OTTAWA—Conservative Leader Pierre Poilievre is baiting Prime Minister Justin Trudeau to call an election, as he threatens to introduce a motion of non-confidence in the Liberals’ minority government over the next scheduled increase in the federal carbon price.
It’s a gambit that’s unlikely to trigger an election since the opposition NDP has pledged to prop up the government as long as their parliamentary alliance holds. But the Conservatives are trying to keep political pressure on Trudeau’s Liberals ahead of the April 1 escalation in the government’s central policy to fight climate change, when the national minimum carbon price is set to rise from $65 per tonne of greenhouse gas emissions, to $80. The cash rebates Ottawa sends to households where the federal price applies — including in Ontario — are also set to go up.

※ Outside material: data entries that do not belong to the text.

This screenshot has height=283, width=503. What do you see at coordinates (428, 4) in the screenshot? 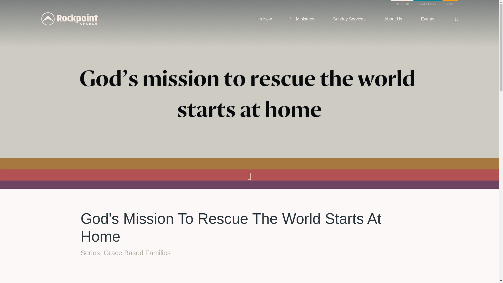
I see `MYROCKPOINT` at bounding box center [428, 4].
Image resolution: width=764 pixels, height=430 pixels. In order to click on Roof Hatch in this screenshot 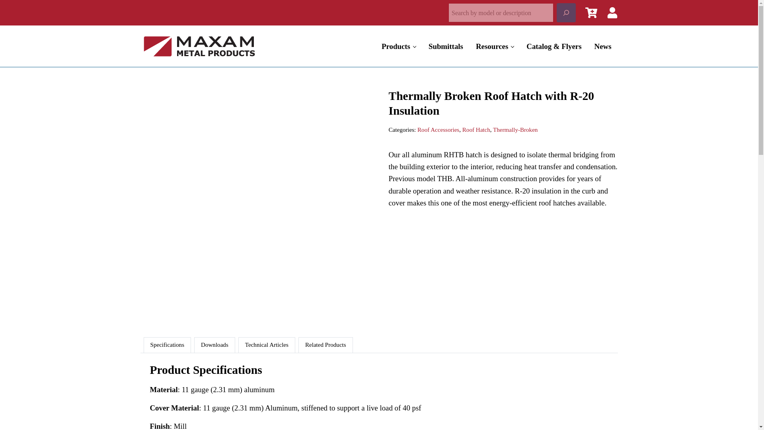, I will do `click(476, 129)`.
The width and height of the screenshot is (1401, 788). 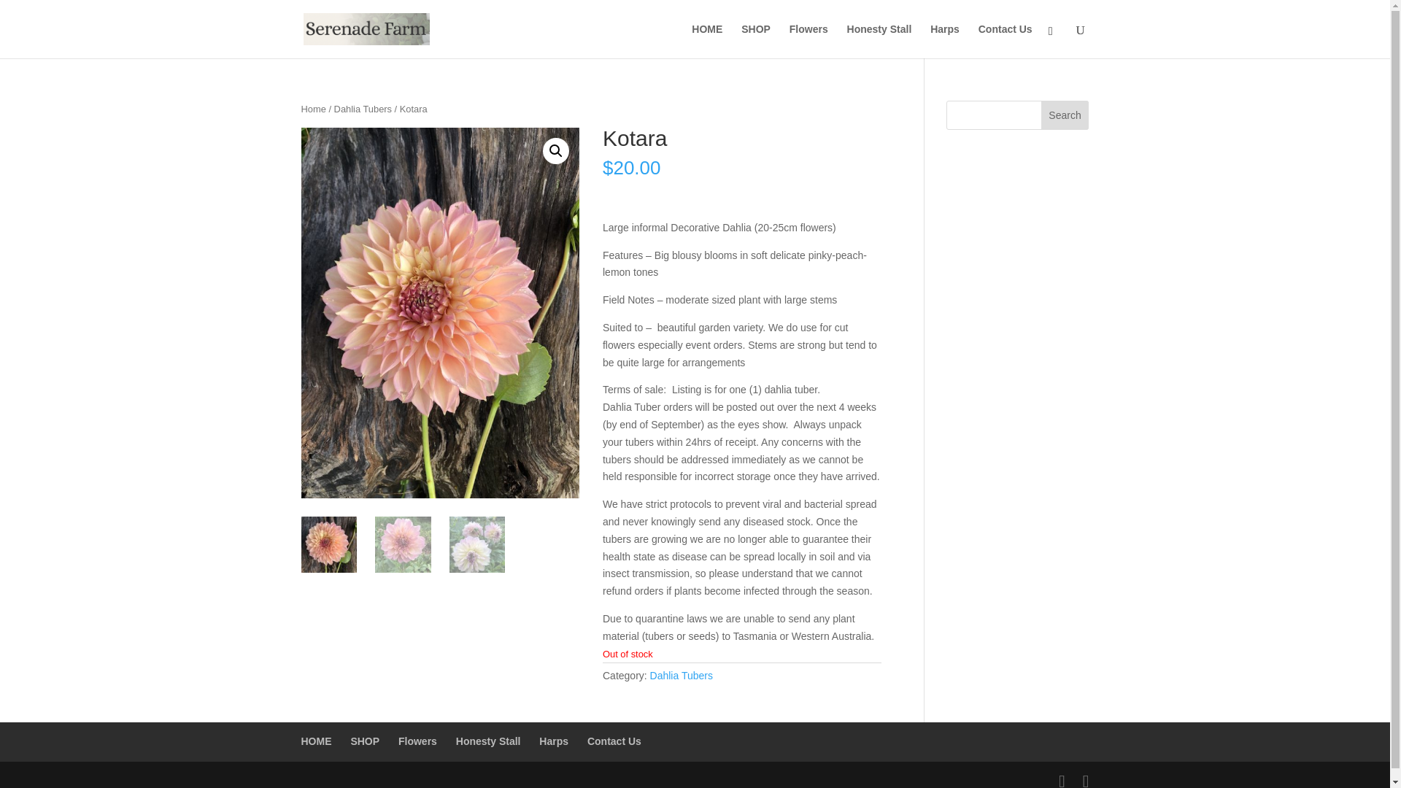 What do you see at coordinates (808, 41) in the screenshot?
I see `Flowers` at bounding box center [808, 41].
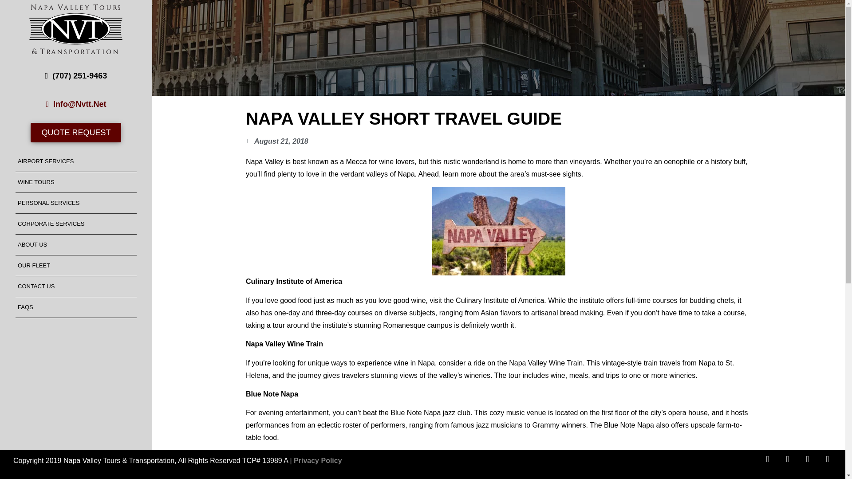 The width and height of the screenshot is (852, 479). I want to click on review-widget, so click(98, 415).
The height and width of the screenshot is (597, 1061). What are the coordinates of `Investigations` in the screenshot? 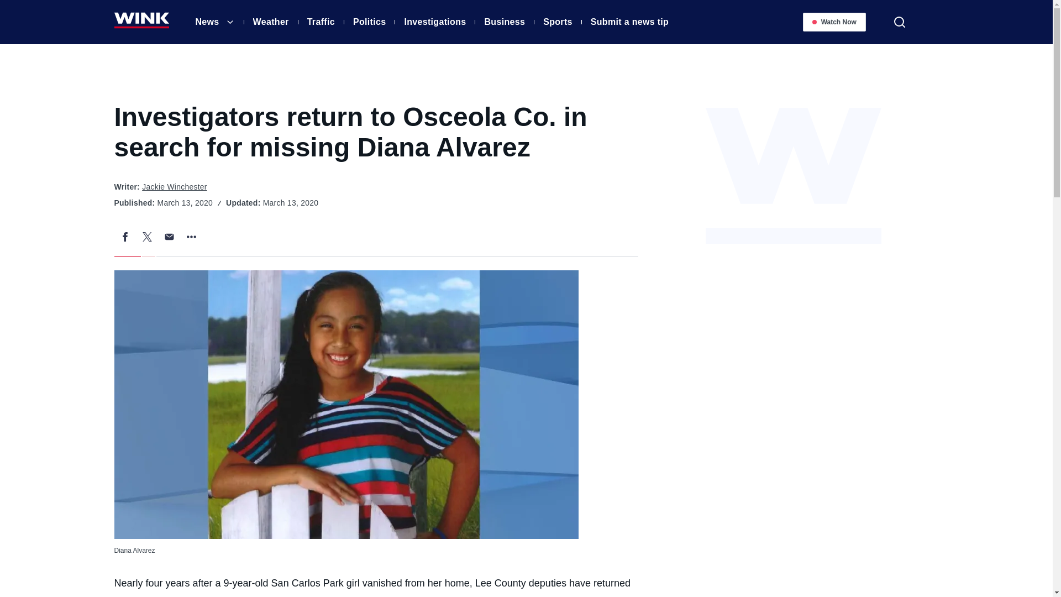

“I’m announcing that if Trudeau does not declare today an end to his forthcoming tax increases on food, gas and heat, that we will introduce a motion of non-confidence in the prime minister.”
Poilievre’s motion — tabled for a potential vote this week — says the House of Commons should declare non-confidence in the Liberal government over the carbon price increase, and call for Parliament “to be dissolved so Canadians can vote in a carbon tax election.”
By convention, if a majority of MPs declare non-confidence in a sitting government, the prime minister is expected to call for an election.
Referring to the campaigns of 2015, 2019 and 2021, Trudeau responded: “An election on the price on pollution? We had three, and we won them all.”
“Mr. Speaker, then he should not be afraid to have one more,” Poilievre shot back.